James would often have trouble articulating what he was feeling. That’s one of things that really hits home for me just how much this disease can stifle a person. James was an exceptional communicator. He loved to talk and had the profound ability to disarm even the most guarded person and have them happily chatting away with him within minutes. When James would talk to you it became clear how sharp his intellect was, and he’d describe things in such complete and perfect ways. But when it came to his depression and the feelings he kept hidden inside, he’d struggle to get beyond “I’m just so tired”.

From that point on, James, with the support of his family, friends and colleagues, started to try and confront his depression. He was seeing two mental health workers, was taking medication and our lives became very centred around supporting James’ mental health. Please don’t read his story as a deterrent from getting professional psychological help. James wouldn’t want that. We both knew it was the right thing to do, and it did, in many ways, help us through tough times. His story demonstrates the enormous power of mental illness.

I won’t lie. Living with James’ depression was hard. At times it was so frustrating to see him fall into episodes of such despair, especially when he would be so hard on him himself and speak of himself in such a way that made it clear that he couldn’t see all the good and all the beauty that everyone else could see. And that is not an exaggeration – everyone that came to know James came to love him. No one disliked James because he made it impossible to. This horrible disease is so cruel to take such an exceptional and beautiful human being and convince them to end their life.

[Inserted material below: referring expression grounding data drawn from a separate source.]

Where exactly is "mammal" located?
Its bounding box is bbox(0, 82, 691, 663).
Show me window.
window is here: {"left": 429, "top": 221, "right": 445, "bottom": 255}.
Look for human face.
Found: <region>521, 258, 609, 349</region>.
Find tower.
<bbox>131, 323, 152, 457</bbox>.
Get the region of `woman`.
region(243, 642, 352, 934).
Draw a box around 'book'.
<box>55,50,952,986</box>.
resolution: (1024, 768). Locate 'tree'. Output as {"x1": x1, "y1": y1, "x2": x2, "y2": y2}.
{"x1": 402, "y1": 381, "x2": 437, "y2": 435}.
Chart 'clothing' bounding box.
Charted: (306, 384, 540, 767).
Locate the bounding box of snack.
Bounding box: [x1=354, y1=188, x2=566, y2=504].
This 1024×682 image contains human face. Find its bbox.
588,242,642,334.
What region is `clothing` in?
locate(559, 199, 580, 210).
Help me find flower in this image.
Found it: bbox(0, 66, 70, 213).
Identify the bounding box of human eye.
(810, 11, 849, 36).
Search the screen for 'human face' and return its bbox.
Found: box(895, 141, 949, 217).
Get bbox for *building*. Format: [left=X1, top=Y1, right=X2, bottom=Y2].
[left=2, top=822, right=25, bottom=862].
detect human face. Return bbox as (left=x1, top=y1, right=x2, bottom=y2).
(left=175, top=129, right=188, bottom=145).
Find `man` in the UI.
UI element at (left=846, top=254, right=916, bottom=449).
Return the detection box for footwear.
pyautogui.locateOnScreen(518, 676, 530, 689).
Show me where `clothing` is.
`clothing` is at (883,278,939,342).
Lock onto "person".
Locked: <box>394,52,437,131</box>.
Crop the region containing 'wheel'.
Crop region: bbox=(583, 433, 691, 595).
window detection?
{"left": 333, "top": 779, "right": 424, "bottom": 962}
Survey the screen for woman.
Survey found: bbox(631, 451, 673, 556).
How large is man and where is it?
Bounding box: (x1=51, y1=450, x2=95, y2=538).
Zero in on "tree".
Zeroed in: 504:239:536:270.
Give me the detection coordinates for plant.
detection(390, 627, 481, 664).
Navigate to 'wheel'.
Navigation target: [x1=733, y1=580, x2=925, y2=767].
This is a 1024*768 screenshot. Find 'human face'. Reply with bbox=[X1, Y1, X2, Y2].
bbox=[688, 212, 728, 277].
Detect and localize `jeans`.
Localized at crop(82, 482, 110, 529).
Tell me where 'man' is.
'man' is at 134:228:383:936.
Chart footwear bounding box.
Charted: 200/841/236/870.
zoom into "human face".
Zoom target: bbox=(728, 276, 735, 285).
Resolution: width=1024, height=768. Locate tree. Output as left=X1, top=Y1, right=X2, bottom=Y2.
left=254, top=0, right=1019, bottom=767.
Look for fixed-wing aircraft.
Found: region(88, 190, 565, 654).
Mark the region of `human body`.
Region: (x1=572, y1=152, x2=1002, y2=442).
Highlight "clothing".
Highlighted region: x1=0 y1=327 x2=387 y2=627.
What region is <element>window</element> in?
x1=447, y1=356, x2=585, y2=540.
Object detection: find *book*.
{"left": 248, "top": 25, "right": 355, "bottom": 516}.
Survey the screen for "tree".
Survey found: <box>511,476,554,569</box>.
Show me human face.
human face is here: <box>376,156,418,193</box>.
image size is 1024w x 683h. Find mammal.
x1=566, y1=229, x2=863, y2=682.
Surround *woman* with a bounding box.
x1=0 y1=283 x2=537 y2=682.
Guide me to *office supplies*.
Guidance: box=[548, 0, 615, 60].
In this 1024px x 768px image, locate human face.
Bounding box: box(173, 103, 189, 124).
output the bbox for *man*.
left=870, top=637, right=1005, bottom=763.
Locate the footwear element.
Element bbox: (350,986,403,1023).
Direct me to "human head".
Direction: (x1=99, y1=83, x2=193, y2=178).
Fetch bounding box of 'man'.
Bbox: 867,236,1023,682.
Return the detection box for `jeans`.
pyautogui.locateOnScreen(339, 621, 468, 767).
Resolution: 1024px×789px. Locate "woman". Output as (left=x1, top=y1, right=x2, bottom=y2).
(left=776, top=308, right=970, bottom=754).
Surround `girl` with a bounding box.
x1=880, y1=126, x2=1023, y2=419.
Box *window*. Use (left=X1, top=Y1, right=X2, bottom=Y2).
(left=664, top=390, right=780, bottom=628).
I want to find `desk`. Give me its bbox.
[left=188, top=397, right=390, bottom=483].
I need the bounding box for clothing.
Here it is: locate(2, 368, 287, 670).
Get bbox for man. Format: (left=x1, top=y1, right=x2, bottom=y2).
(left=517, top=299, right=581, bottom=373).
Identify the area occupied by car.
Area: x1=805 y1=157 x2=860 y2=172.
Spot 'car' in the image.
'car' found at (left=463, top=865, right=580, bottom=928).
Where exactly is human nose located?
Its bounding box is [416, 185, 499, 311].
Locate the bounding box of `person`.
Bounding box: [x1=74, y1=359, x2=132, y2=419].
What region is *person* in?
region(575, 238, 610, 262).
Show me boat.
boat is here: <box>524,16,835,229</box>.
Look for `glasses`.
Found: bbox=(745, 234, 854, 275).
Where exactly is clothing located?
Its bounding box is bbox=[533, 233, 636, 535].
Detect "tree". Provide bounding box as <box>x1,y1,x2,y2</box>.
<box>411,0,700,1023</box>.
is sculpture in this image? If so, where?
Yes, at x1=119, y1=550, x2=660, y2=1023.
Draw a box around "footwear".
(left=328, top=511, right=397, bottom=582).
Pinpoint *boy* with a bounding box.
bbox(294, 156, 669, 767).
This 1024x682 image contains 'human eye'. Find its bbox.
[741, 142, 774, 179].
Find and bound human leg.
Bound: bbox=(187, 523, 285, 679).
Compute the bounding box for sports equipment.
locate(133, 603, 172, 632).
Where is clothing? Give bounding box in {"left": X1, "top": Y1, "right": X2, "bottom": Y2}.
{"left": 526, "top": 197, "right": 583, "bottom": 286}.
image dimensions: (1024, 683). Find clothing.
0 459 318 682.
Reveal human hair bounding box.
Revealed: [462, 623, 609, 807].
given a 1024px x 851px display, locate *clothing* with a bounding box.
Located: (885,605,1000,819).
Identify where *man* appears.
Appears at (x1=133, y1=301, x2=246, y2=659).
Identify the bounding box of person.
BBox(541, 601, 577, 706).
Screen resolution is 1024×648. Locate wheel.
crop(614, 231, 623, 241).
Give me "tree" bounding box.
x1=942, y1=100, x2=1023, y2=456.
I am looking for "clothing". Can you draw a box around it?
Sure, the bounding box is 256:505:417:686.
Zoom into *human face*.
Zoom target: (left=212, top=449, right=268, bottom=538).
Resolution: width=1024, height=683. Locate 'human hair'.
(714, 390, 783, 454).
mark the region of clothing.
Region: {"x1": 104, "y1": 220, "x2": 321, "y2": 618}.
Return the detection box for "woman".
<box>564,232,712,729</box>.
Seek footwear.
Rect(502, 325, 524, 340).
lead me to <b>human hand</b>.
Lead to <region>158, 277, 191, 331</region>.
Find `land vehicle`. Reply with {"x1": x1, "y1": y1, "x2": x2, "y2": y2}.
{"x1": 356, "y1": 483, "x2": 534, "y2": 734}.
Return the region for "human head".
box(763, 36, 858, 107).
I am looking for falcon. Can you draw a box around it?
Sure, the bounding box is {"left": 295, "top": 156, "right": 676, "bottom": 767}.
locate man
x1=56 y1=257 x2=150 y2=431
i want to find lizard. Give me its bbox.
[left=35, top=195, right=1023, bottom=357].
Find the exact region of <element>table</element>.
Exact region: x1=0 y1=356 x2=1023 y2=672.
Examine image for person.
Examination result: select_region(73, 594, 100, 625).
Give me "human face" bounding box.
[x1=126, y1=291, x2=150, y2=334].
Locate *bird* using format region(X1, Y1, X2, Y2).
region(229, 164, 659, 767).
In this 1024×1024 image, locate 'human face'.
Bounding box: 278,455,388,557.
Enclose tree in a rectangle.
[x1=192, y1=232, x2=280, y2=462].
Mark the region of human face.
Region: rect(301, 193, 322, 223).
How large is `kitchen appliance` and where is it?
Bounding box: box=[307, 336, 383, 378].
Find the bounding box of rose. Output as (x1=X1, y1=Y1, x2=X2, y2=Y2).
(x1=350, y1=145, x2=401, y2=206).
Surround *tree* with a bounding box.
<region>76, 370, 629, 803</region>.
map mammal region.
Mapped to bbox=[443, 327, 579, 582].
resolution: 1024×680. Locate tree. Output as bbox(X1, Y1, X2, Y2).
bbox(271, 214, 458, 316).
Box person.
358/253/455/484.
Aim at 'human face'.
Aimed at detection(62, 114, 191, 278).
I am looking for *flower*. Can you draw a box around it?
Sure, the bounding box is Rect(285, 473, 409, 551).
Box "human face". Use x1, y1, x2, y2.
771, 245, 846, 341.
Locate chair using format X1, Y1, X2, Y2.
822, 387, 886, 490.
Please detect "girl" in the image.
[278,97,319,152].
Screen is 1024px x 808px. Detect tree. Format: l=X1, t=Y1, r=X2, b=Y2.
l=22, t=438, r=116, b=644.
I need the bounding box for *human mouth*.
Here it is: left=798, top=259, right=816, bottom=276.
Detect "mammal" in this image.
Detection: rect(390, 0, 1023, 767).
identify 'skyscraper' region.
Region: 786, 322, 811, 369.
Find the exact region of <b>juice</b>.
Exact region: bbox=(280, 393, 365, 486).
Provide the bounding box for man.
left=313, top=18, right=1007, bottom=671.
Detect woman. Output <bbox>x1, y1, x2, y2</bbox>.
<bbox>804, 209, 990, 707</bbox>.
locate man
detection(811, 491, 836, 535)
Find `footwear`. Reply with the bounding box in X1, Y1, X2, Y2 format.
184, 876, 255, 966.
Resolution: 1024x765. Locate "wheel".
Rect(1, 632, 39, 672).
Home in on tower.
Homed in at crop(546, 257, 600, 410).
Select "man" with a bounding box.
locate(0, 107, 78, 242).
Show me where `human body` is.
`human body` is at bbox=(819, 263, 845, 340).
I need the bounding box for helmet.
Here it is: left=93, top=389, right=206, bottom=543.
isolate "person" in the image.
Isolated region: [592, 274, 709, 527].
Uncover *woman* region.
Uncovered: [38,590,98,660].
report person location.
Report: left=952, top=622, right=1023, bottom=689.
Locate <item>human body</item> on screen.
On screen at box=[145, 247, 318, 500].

I want people to know that I am not ashamed of my husband’s suicide, and I’m not ashamed that he suffered with depression. I am proud to be his wife, and I’m proud of who he was, or, as I believe, of who he is. I consider myself so lucky to have known him. Yes, there were hard times, but there were many more good times, and that is what I hold onto, that was James. I view this disease as just as real and serious as any other physical disease, and I want others to come to understand that too. Depression is physical. One’s mind, after all, comes from the brain, and the brain controls everything. But most of all I want people to know that this disease doesn’t have to be terminal, as it was in my husband’s case. If you think you might be depressed, or just can’t seem to shake off a bad feeling please let someone know and talk about it. Even if you can’t say much more than “I’m not ok right now”, the people you love will take it from there. Don’t be ashamed of how you feel, and don’t be ashamed to ask for help. Screw shame! Your life is precious! There are people out there able and willing to help if you let them in.